Mega dump on hold until owner proves site is still ‘appropriate’: MOECC

(Newswatch Group/Bill Kingston, File)

TORONTO – A ministry official says a proposed mega dump in Edwardsburgh-Cardinal will remain on hold until the property owner can prove conditions in a 1998 environmental assessment are still applicable today.

The province suspended the environmental compliance approval for ED-19 – a proposed 35 acre landfill which would hold 1.56 million cubic meters of waste – Edwardsburgh-Cardinal councillor Michael Barrett disclosed Monday in a Facebook video.

The Ministry of Environment and Climate Climate Change says a number of steps need to be validated from the nearly 20 year old environmental assessment.

“The suspension of those conditions will remain in effect until the environmental compliance approval (ECA) holder – the counties or the new owner – confirms that the conditions, assumptions and circumstances that were made in the 1998 environmental assessment for the landfill site are still applicable, and that the proposed landfill design is still appropriate based on the recommendations of the environmental assessment,” spokesman Gary Wheeler wrote in an email to Brockville Newswatch.

This followed the ministry accepting an Environmental Bill of Rights (EBR) application for review of the 1998 approval. That review asked that the review confirmed the 1998 decision meets today’s standards and the conditions are okay for the current site conditions. It also requested expiry dates on future EA decisions.

The ministry is aware the United Counties of Leeds and Grenville is looking to sell the site, though it has no control over any potential sale, Wheeler added. R.W. Tomlinson Limited had expressed an interest in developing the site.

Whoever moves forward with the dump proposal, the ministry will needed a completed report confirming that the environmental assessment is still current, he said. The ministry would then launch the formal EBR review.

The proposed site, at the end of Byers Road in Edwardsburgh-Cardinal, has been in the wings since its 1998 approval but the county didn’t proceed because of the massive capital cost of $15-20 million to open and develop it.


Which lines of the entries contain the word "hatched"? Please list them.

Figure dataset records
_ _ _ _ _
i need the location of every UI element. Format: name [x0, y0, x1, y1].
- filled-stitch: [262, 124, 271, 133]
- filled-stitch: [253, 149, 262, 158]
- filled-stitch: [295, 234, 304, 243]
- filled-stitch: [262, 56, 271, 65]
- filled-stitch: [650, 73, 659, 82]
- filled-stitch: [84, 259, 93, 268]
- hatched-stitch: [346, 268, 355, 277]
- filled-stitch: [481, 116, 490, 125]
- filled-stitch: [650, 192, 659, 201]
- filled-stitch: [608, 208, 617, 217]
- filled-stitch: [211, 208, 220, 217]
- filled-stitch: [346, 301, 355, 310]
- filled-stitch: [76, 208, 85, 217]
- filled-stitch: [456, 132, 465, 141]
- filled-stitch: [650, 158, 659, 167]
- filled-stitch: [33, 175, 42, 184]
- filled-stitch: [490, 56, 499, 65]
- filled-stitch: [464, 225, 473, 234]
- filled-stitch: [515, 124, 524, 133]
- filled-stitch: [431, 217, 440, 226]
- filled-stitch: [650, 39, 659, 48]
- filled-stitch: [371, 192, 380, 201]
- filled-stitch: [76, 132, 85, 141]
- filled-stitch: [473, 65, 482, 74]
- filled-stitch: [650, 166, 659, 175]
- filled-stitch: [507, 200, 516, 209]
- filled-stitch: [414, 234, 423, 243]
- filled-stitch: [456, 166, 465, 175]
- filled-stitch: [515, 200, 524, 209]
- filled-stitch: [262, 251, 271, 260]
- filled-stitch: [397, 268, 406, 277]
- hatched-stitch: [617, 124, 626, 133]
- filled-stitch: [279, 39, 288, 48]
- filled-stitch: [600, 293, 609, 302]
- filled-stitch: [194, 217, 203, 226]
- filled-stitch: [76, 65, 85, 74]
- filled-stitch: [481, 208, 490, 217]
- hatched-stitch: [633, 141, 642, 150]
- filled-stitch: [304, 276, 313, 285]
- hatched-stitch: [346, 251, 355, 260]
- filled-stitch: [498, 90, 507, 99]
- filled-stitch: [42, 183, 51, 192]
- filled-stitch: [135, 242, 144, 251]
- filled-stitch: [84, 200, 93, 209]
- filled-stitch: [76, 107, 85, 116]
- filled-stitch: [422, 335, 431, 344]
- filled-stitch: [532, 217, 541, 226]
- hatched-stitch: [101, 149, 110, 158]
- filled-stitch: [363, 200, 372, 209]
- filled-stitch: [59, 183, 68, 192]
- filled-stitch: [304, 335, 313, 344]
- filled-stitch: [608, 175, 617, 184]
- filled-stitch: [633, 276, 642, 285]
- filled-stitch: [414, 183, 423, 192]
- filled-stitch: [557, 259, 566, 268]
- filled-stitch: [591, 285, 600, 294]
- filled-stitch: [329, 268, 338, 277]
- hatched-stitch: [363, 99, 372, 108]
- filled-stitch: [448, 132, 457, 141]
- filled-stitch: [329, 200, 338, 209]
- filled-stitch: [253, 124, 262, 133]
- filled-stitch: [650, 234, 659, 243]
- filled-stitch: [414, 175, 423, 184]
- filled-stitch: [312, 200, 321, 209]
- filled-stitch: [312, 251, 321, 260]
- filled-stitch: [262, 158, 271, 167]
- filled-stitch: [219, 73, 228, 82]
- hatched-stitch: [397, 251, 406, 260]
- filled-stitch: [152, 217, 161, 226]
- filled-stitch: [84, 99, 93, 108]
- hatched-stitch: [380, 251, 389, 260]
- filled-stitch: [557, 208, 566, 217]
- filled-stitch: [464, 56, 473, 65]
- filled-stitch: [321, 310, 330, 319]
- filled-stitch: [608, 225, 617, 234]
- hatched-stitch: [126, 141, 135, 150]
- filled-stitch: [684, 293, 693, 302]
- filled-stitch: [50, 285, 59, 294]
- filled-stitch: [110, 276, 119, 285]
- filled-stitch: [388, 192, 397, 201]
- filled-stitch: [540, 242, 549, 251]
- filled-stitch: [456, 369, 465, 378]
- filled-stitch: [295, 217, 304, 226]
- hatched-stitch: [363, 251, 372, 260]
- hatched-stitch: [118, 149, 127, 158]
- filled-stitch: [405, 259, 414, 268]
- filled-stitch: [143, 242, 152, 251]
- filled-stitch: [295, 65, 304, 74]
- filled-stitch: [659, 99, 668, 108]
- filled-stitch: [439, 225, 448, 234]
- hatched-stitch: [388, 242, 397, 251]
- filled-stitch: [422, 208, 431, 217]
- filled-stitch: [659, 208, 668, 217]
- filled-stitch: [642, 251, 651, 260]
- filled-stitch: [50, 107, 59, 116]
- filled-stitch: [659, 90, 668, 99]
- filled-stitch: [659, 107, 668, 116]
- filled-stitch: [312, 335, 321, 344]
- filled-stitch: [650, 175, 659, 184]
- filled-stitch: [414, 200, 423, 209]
_ _ _ _ _
The answer:
- hatched-stitch: [346, 268, 355, 277]
- hatched-stitch: [617, 124, 626, 133]
- hatched-stitch: [633, 141, 642, 150]
- hatched-stitch: [346, 251, 355, 260]
- hatched-stitch: [101, 149, 110, 158]
- hatched-stitch: [363, 99, 372, 108]
- hatched-stitch: [397, 251, 406, 260]
- hatched-stitch: [380, 251, 389, 260]
- hatched-stitch: [126, 141, 135, 150]
- hatched-stitch: [363, 251, 372, 260]
- hatched-stitch: [118, 149, 127, 158]
- hatched-stitch: [388, 242, 397, 251]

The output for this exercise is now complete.